Here’s wishing you a year of happy reading!

Review 2108: The Paris Apartment

Jess needs to leave London quickly, so she calls her brother Ben in Paris and announces she is coming for a visit. He tells her it’s not a good time but ends up giving her instructions to his apartment.

All doesn’t go well for her travel plans, and she ends up arriving late. However, she can’t get Ben to buzz her in or raise him on her phone. She ends up following someone in and picking the lock to his apartment.

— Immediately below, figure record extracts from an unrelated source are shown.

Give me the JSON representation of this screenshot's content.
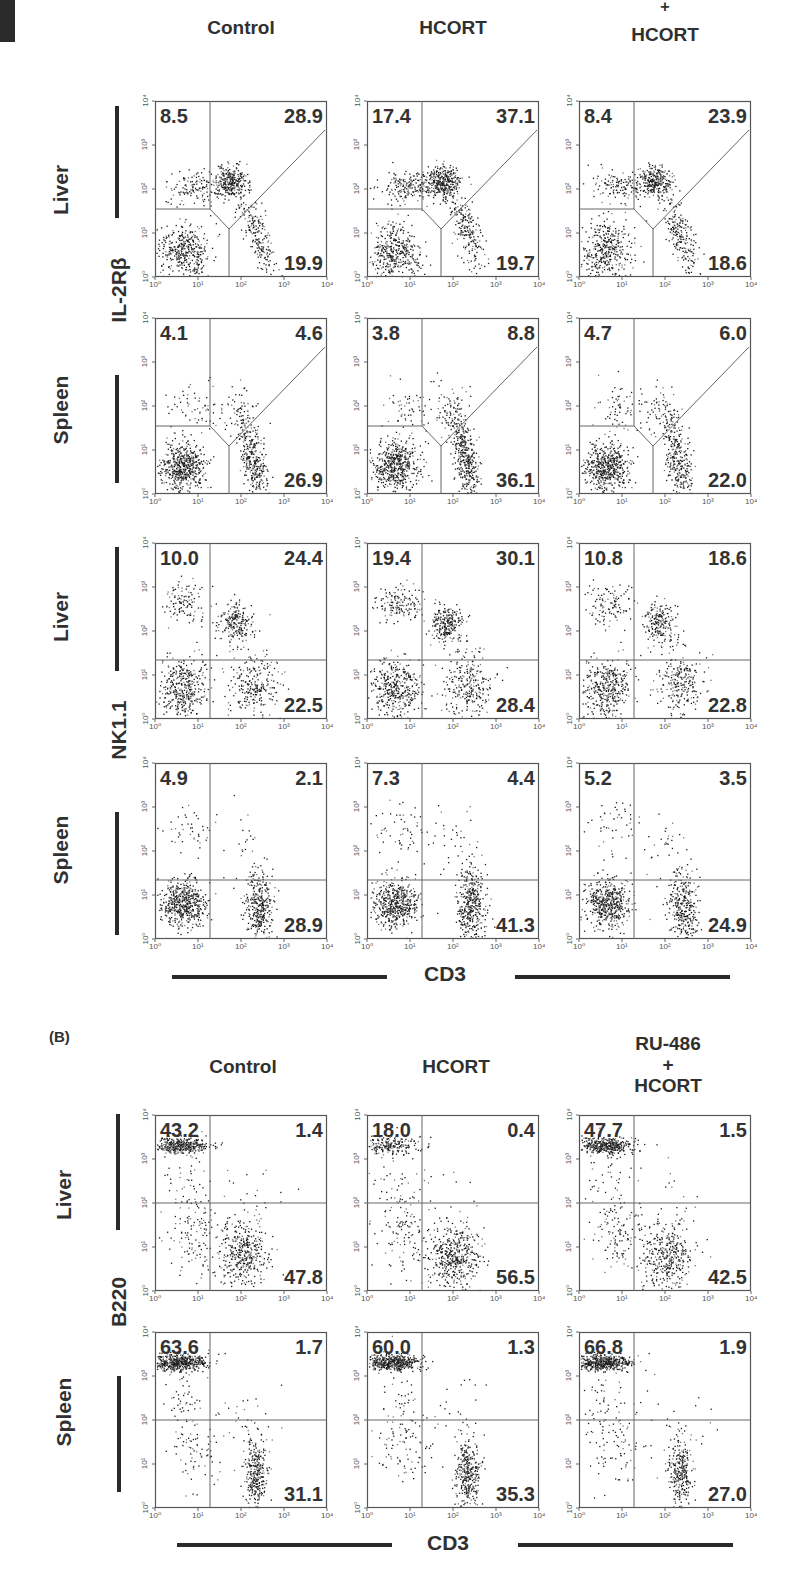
{
  "figure": {
    "section_b_label": "(B)",
    "section_a_headers": [
      "Control",
      "HCORT",
      "+\nHCORT"
    ],
    "section_a_header_col3_top": "+",
    "section_a_header_col3_bottom": "HCORT",
    "section_b_headers": [
      "Control",
      "HCORT",
      "RU-486\n+\nHCORT"
    ],
    "section_b_header_col3_line1": "RU-486",
    "section_b_header_col3_line2": "+",
    "section_b_header_col3_line3": "HCORT",
    "row_labels": {
      "liver": "Liver",
      "spleen": "Spleen"
    },
    "markers": {
      "il2rb": "IL-2Rβ",
      "nk11": "NK1.1",
      "b220": "B220"
    },
    "x_axis_title": "CD3",
    "axis_ticks": [
      "10⁰",
      "10¹",
      "10²",
      "10³",
      "10⁴"
    ]
  },
  "chart_data": {
    "type": "scatter",
    "xlabel": "CD3",
    "x_scale": "log",
    "xlim": [
      1,
      10000
    ],
    "y_scale": "log",
    "ylim": [
      1,
      10000
    ],
    "conditions_A": [
      "Control",
      "HCORT",
      "+ HCORT"
    ],
    "conditions_B": [
      "Control",
      "HCORT",
      "RU-486 + HCORT"
    ],
    "panels": [
      {
        "section": "A",
        "ylabel": "IL-2Rβ",
        "tissue": "Liver",
        "condition": "Control",
        "upper_left": 8.5,
        "upper_right": 28.9,
        "lower_right": 19.9
      },
      {
        "section": "A",
        "ylabel": "IL-2Rβ",
        "tissue": "Liver",
        "condition": "HCORT",
        "upper_left": 17.4,
        "upper_right": 37.1,
        "lower_right": 19.7
      },
      {
        "section": "A",
        "ylabel": "IL-2Rβ",
        "tissue": "Liver",
        "condition": "+ HCORT",
        "upper_left": 8.4,
        "upper_right": 23.9,
        "lower_right": 18.6
      },
      {
        "section": "A",
        "ylabel": "IL-2Rβ",
        "tissue": "Spleen",
        "condition": "Control",
        "upper_left": 4.1,
        "upper_right": 4.6,
        "lower_right": 26.9
      },
      {
        "section": "A",
        "ylabel": "IL-2Rβ",
        "tissue": "Spleen",
        "condition": "HCORT",
        "upper_left": 3.8,
        "upper_right": 8.8,
        "lower_right": 36.1
      },
      {
        "section": "A",
        "ylabel": "IL-2Rβ",
        "tissue": "Spleen",
        "condition": "+ HCORT",
        "upper_left": 4.7,
        "upper_right": 6.0,
        "lower_right": 22.0
      },
      {
        "section": "A",
        "ylabel": "NK1.1",
        "tissue": "Liver",
        "condition": "Control",
        "upper_left": 10.0,
        "upper_right": 24.4,
        "lower_right": 22.5
      },
      {
        "section": "A",
        "ylabel": "NK1.1",
        "tissue": "Liver",
        "condition": "HCORT",
        "upper_left": 19.4,
        "upper_right": 30.1,
        "lower_right": 28.4
      },
      {
        "section": "A",
        "ylabel": "NK1.1",
        "tissue": "Liver",
        "condition": "+ HCORT",
        "upper_left": 10.8,
        "upper_right": 18.6,
        "lower_right": 22.8
      },
      {
        "section": "A",
        "ylabel": "NK1.1",
        "tissue": "Spleen",
        "condition": "Control",
        "upper_left": 4.9,
        "upper_right": 2.1,
        "lower_right": 28.9
      },
      {
        "section": "A",
        "ylabel": "NK1.1",
        "tissue": "Spleen",
        "condition": "HCORT",
        "upper_left": 7.3,
        "upper_right": 4.4,
        "lower_right": 41.3
      },
      {
        "section": "A",
        "ylabel": "NK1.1",
        "tissue": "Spleen",
        "condition": "+ HCORT",
        "upper_left": 5.2,
        "upper_right": 3.5,
        "lower_right": 24.9
      },
      {
        "section": "B",
        "ylabel": "B220",
        "tissue": "Liver",
        "condition": "Control",
        "upper_left": 43.2,
        "upper_right": 1.4,
        "lower_right": 47.8
      },
      {
        "section": "B",
        "ylabel": "B220",
        "tissue": "Liver",
        "condition": "HCORT",
        "upper_left": 18.0,
        "upper_right": 0.4,
        "lower_right": 56.5
      },
      {
        "section": "B",
        "ylabel": "B220",
        "tissue": "Liver",
        "condition": "RU-486 + HCORT",
        "upper_left": 47.7,
        "upper_right": 1.5,
        "lower_right": 42.5
      },
      {
        "section": "B",
        "ylabel": "B220",
        "tissue": "Spleen",
        "condition": "Control",
        "upper_left": 63.6,
        "upper_right": 1.7,
        "lower_right": 31.1
      },
      {
        "section": "B",
        "ylabel": "B220",
        "tissue": "Spleen",
        "condition": "HCORT",
        "upper_left": 60.0,
        "upper_right": 1.3,
        "lower_right": 35.3
      },
      {
        "section": "B",
        "ylabel": "B220",
        "tissue": "Spleen",
        "condition": "RU-486 + HCORT",
        "upper_left": 66.8,
        "upper_right": 1.9,
        "lower_right": 27.0
      }
    ],
    "grid": false,
    "legend": "none"
  }
}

When Ben doesn’t appear the next morning, Jess begins asking about him. The neighbors, though, are hostile and unhelpful. The building itself is old and unusual, surrounding a courtyard with each apartment occupying a single floor. It seems much more expensive than Ben, a journalist, can afford. Moreover, in the apartment Jess has found a spot smelling strongly of bleach and a cat with blood on its fur.

I think I’ve read enough Lucy Foley. Her plots are puzzling enough, but her style gets old. All the books I’ve read by her are narrated the same way—in short chapters moving back and forth in time and changing narrators. Her style seemed unusual at first but it doesn’t change from book to book.